Do No Harm is the result of years of study, supervision, and frontline herbal practice. I hope it becomes a meaningful offering for those passionate about plant medicines. I hope it supports you in feeling confident and grounded in your work. 

The potential for herbal care in our communities is endless and building confidence is a first step in creating the ecologically and socially-just healthcare systems we so desperately need.

About Nicole & the Solidarity Apothecary

Hi, I’m Nicole Rose. I’ve been practising herbalism for over 16 years in grassroots, collective, and abolitionist spaces. I'm an anarchist organiser and founder of the Solidarity Apothecary.
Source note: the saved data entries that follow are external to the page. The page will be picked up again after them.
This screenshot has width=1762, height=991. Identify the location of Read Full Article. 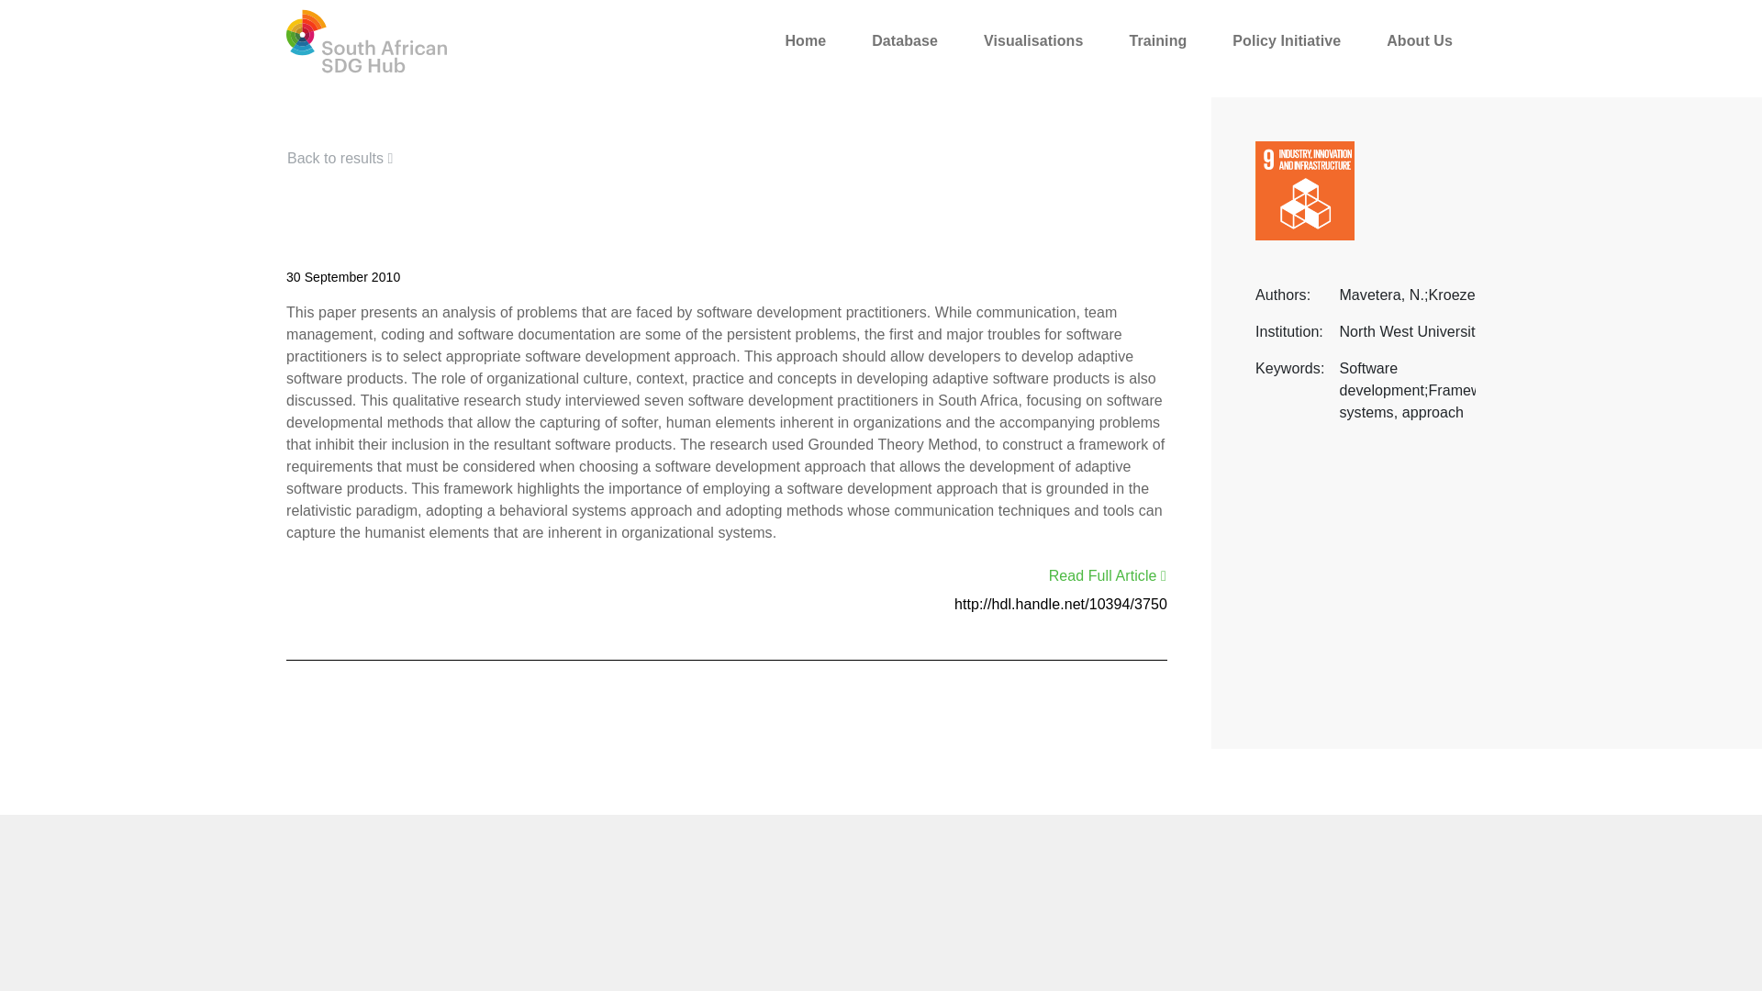
(1101, 576).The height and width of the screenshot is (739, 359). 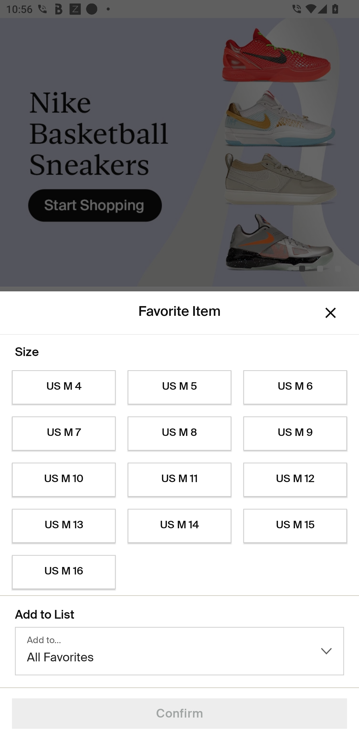 What do you see at coordinates (64, 526) in the screenshot?
I see `US M 13` at bounding box center [64, 526].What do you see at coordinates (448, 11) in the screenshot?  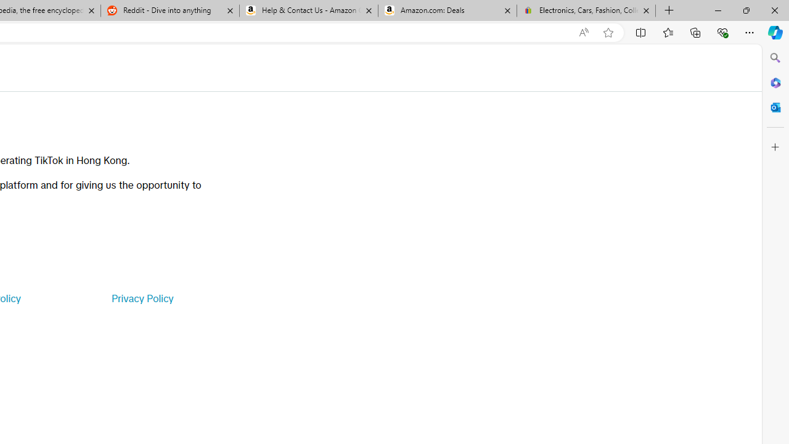 I see `Amazon.com: Deals` at bounding box center [448, 11].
The mission of the Solidarity Apothecary is to materially support revolutionary struggles and communities with plant medicines to strengthen collective autonomy, self-defence and resilience to climate change, capitalism and state violence.  

This includes distributing herbal medicines to people experiencing state violence and repression such as prisoners, ex-prisoners, refugees, and organisers. The project also offers one-to-one herbal support, runs courses and workshops, and collaborates on mobile clinics at sites of resistance and border violence.

I try to create offerings from a deep commitment to anti-oppression - and care - from supporting people impacted by imprisonment, to coordinating mobile clinics, to helping communities make their own medicine.

Programme Accessibility

Pre-recorded content: Videos include closed captions. There are downloadable audio files and slides, as well as transcripts. You are welcome to work through the materials at completely your own pace. 

Group calls: These will be hosted on Zoom or similar software. Replays will be available for people unable to participate live. 

Next Steps

The course is launching in autumn/winter 2025. Be the first to know when enrollment opens and receive other important updates by joining the waiting list.

Commonly Asked Questions

Do I need to be a clinical herbalist to take this course?No - this course is designed for many kinds of herbalists. Whether you're clinical, grassroots, or community-based (or all of these), you'll gain tools and frameworks to make your practice safer and more confident.

What if I don’t have a formal herbalism education?That’s absolutely okay. You don’t need certificates or formal training to join, just a basic foundation in herbalism and a desire to practise with care and responsibility.

Is this course relevant outside the UK?Yes. While some legal and pharmaceutical references may be UK-based, the core content from herbal safety to anti-oppressive practice is applicable globally. Herbalists in other countries will still find the material valuable.

How long will the course take to complete?The course is self-paced with lifetime access, so you can take your time. Most modules can be completed in 1–3 hours each, plus time for exercises and reflection.

What kind of support is included?You’ll have access to quarterly live calls as part of the Anti-Oppressive Herbal Practice module, where you can connect with facilitators and peers. Exercises and case studies throughout the course also help apply what you’ve learned.

Can I use this in my community herbal project?Absolutely! The course is specifically designed to support herbalists working in free clinics, mutual aid spaces, mobile clinics, and community medicine-making projects.

I feel overwhelmed by the content. What if it’s too much?You're not alone and you're not expected to know everything at once. The course is broken down into manageable lessons and includes tools to help you stay grounded. It's a resource to return to over time, not a test you have to pass.